The basic point of the passage from Cicero’s Laws cited here the other day reappears in the Westminster Confession of Faith (of all places) in the chapter on–coincidentally enough–marriage.
Treating incestuous marriages, the Divines say:
IV. Marriage ought not to be within the degrees of consanguinity or affinity forbidden by the Word. Nor can such incestuous marriages ever be made lawful by any law of man or consent of parties, so as those persons may live together as man and wife. The man may not marry any of his wife’s kindred, nearer in blood then he may of his own: nor the woman of her husband’s kindred, nearer in blood than of her own.
Where Cicero speaks of the higher law to which all positive law is accountable as the law of nature, the WCF here speaks of it as the Word. It is of course interesting, from our modern vantage-point, to note that the Divines considered the principles of the Word to be normative for civil law. But we should not, I think, get hung up on this point, for the mainstream of Christian theologians for centuries would have considered the moral law as explicated in Scripture to be harmonious with the law of nature–indeed, as its summary–because the author of both is God; and the civil prescription in this chapter, as set forth in the Word, is based, one may safely assume, upon moral principle. It stands to reason, then, that incestuous marriages violate not only the Word, but nature itself.
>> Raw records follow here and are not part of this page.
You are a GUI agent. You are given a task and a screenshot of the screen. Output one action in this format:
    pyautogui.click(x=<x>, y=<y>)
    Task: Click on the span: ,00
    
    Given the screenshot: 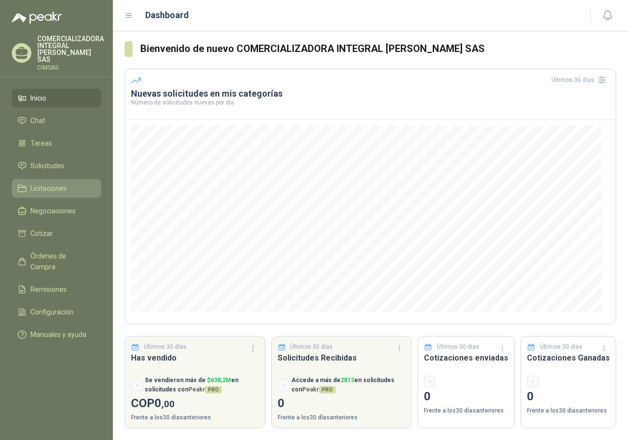 What is the action you would take?
    pyautogui.click(x=168, y=404)
    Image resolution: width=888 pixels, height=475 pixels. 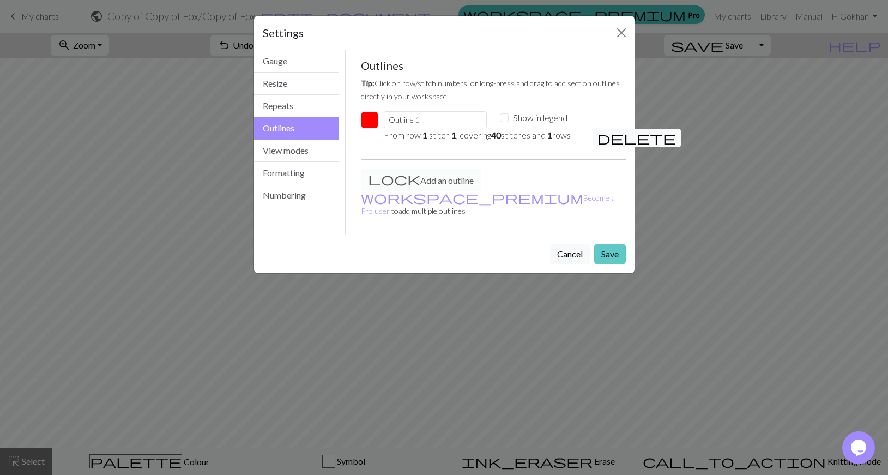 What do you see at coordinates (472, 197) in the screenshot?
I see `span: workspace_premium` at bounding box center [472, 197].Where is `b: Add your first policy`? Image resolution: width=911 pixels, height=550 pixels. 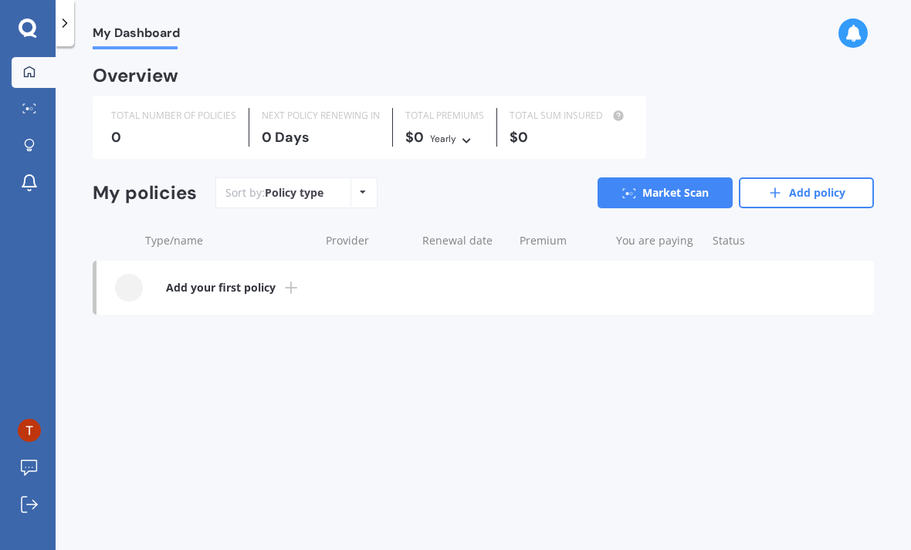
b: Add your first policy is located at coordinates (221, 288).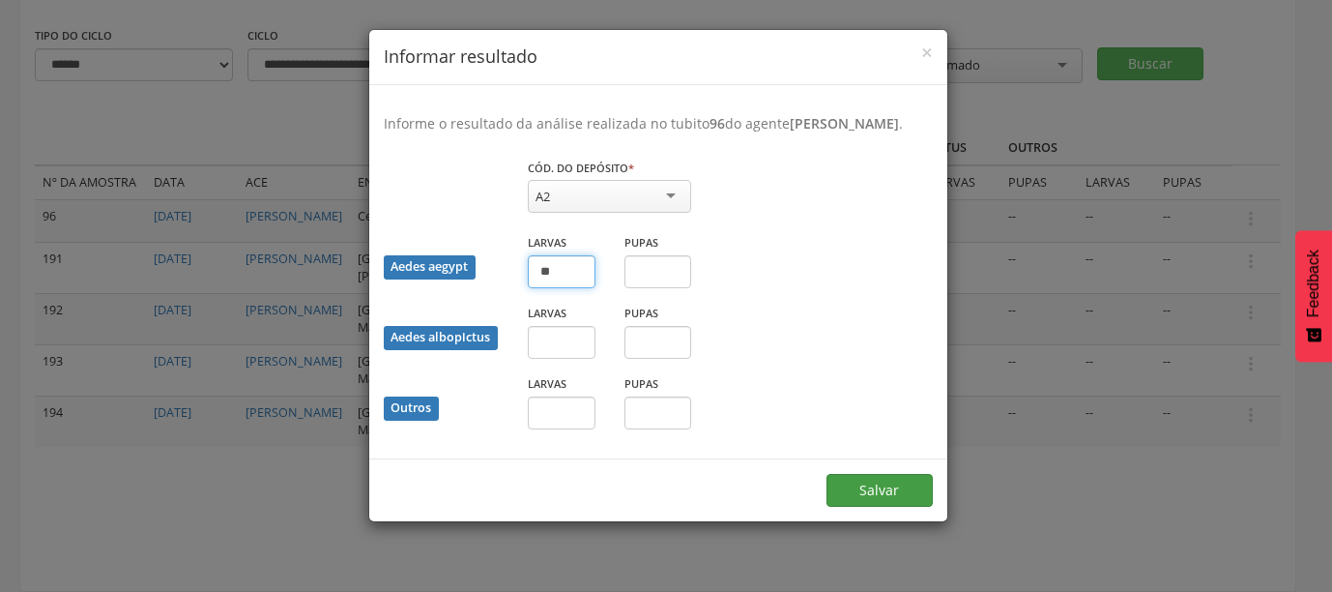 Image resolution: width=1332 pixels, height=592 pixels. I want to click on div: Aedes albopictus, so click(441, 337).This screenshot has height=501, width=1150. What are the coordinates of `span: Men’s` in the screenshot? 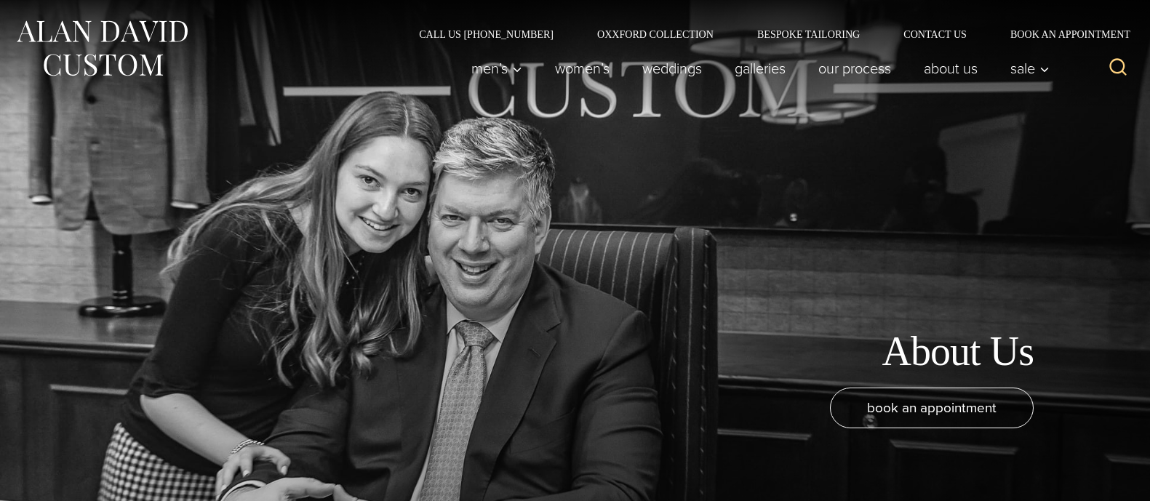 It's located at (497, 68).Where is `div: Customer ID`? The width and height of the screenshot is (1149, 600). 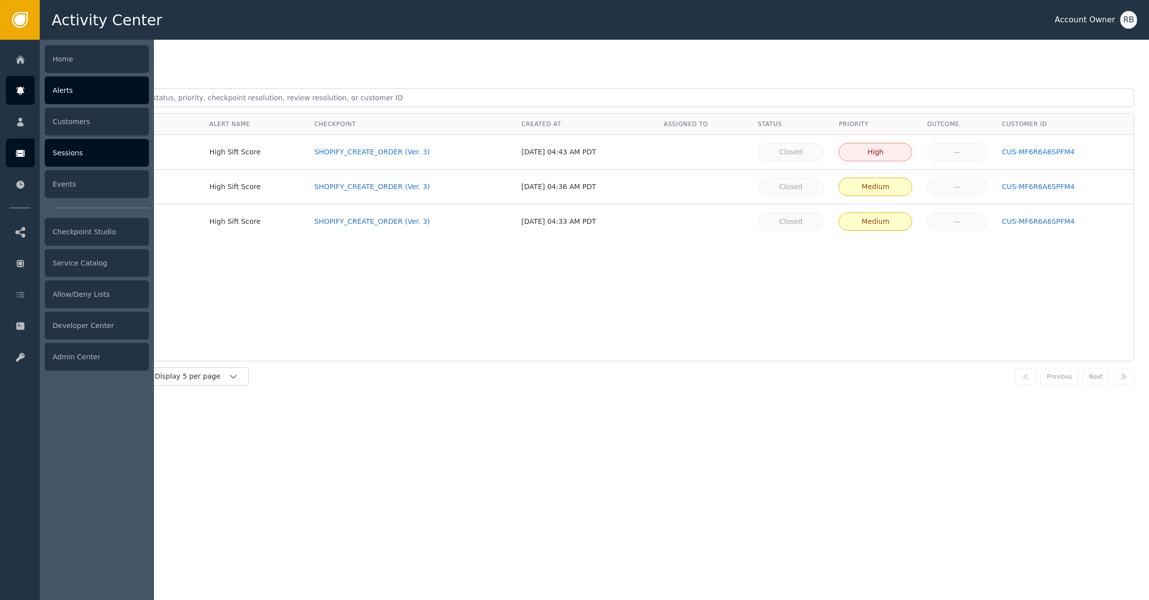
div: Customer ID is located at coordinates (1064, 124). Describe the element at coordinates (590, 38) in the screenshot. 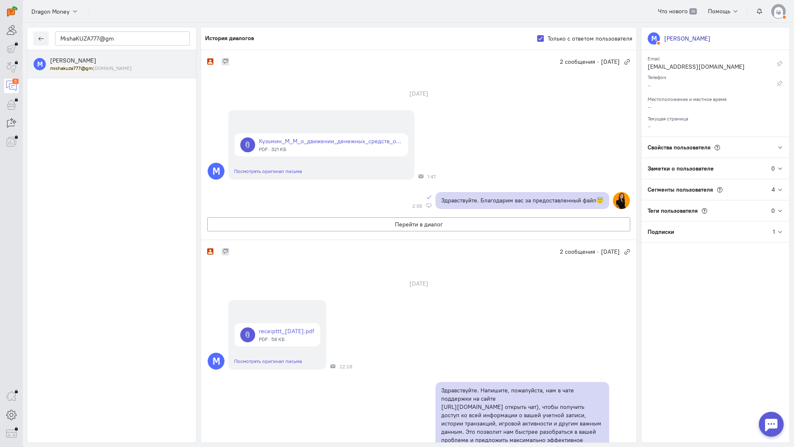

I see `label: Только с ответом пользователя` at that location.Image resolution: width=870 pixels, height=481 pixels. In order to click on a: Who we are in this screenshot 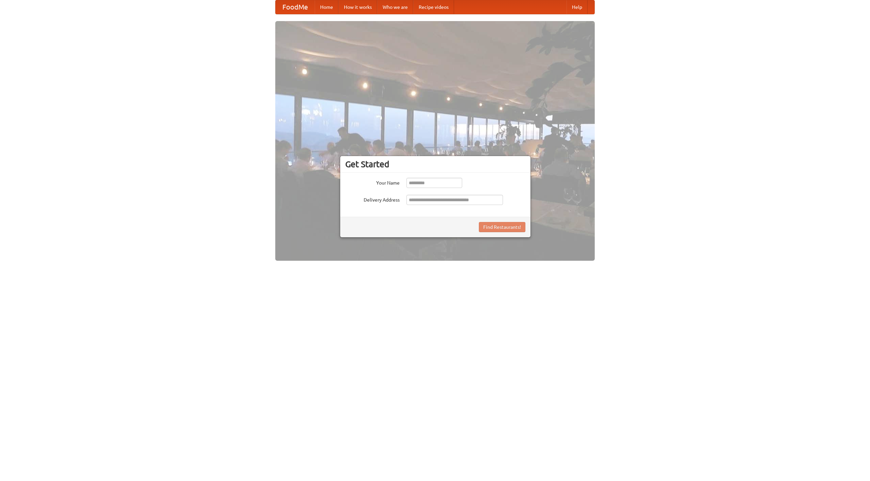, I will do `click(395, 7)`.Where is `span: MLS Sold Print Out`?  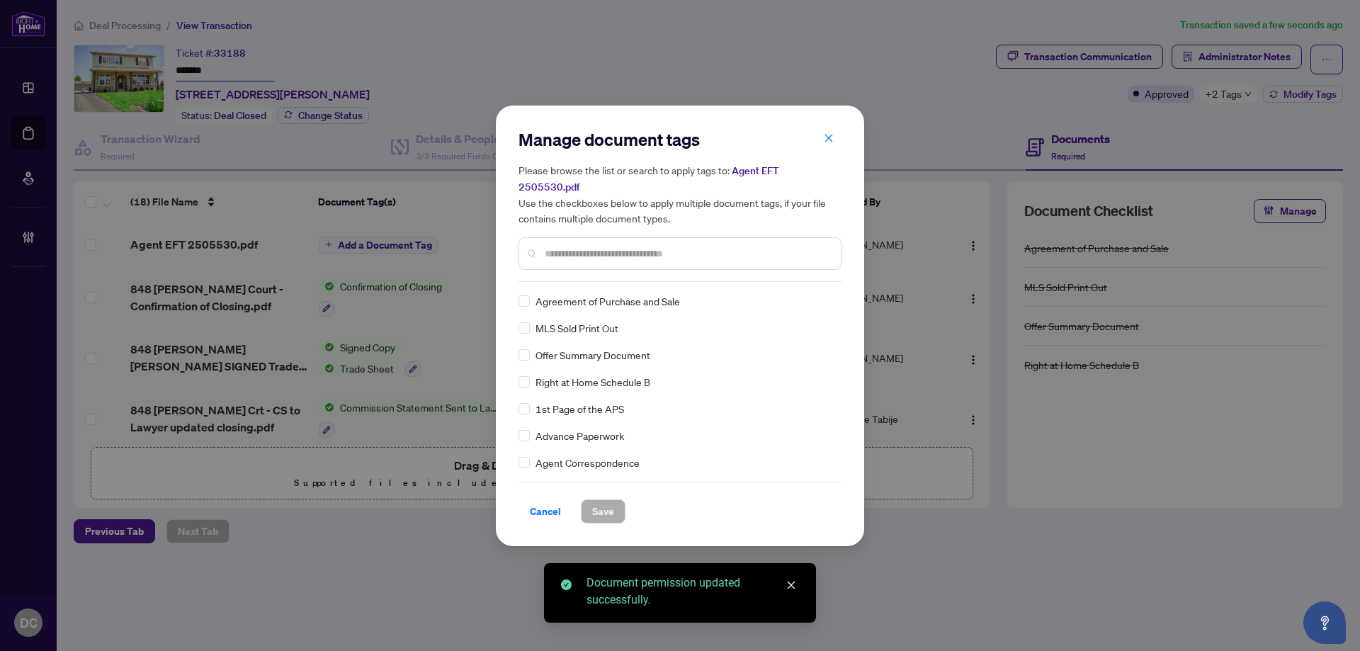
span: MLS Sold Print Out is located at coordinates (577, 328).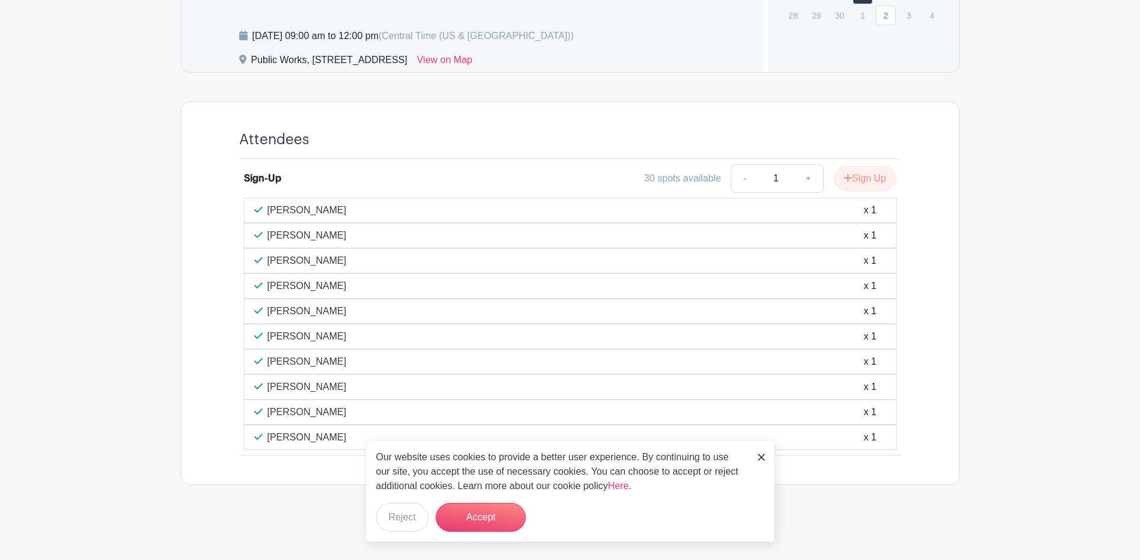 This screenshot has height=560, width=1140. Describe the element at coordinates (862, 15) in the screenshot. I see `p: 1` at that location.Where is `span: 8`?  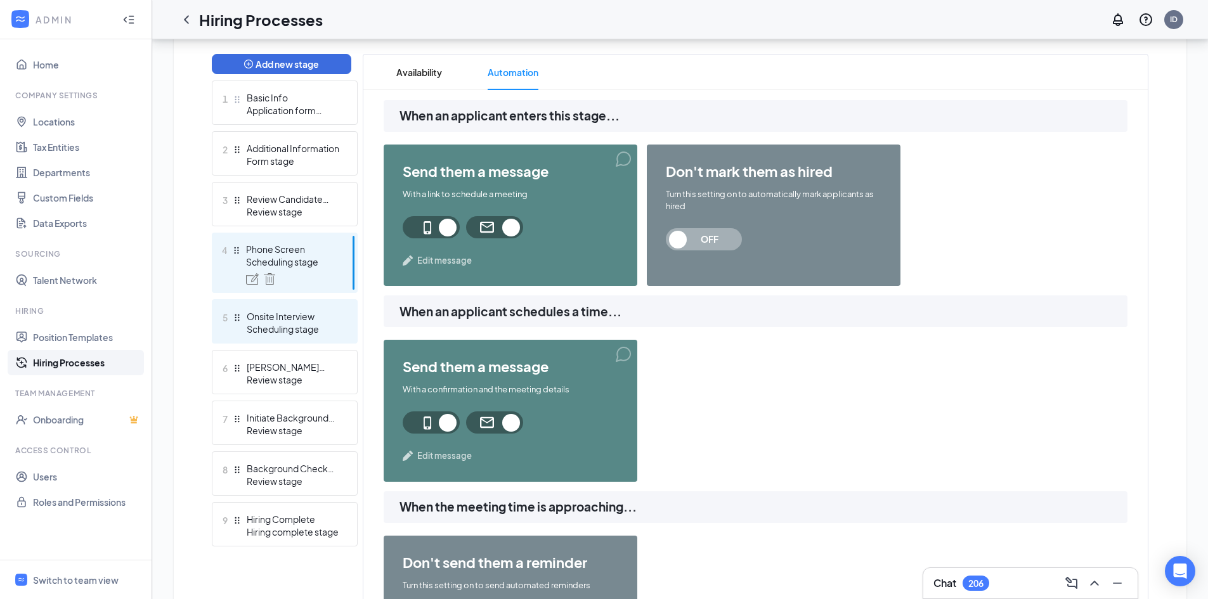 span: 8 is located at coordinates (225, 470).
What is significant is the reiteration, yet again, that simply making laws about certain actions or modes of relation does not make them lawful stricto sensu. If they do not answer to something metaphysically superior and more foundational, such laws are merely a trick of language with no ontological heft. I could, for instance, call my 2002 Nissan Maxima a 1950 Jaguar XK120. But I’m fairly certain I know what I’ll find in my driveway when I walk out the door tomorrow morning.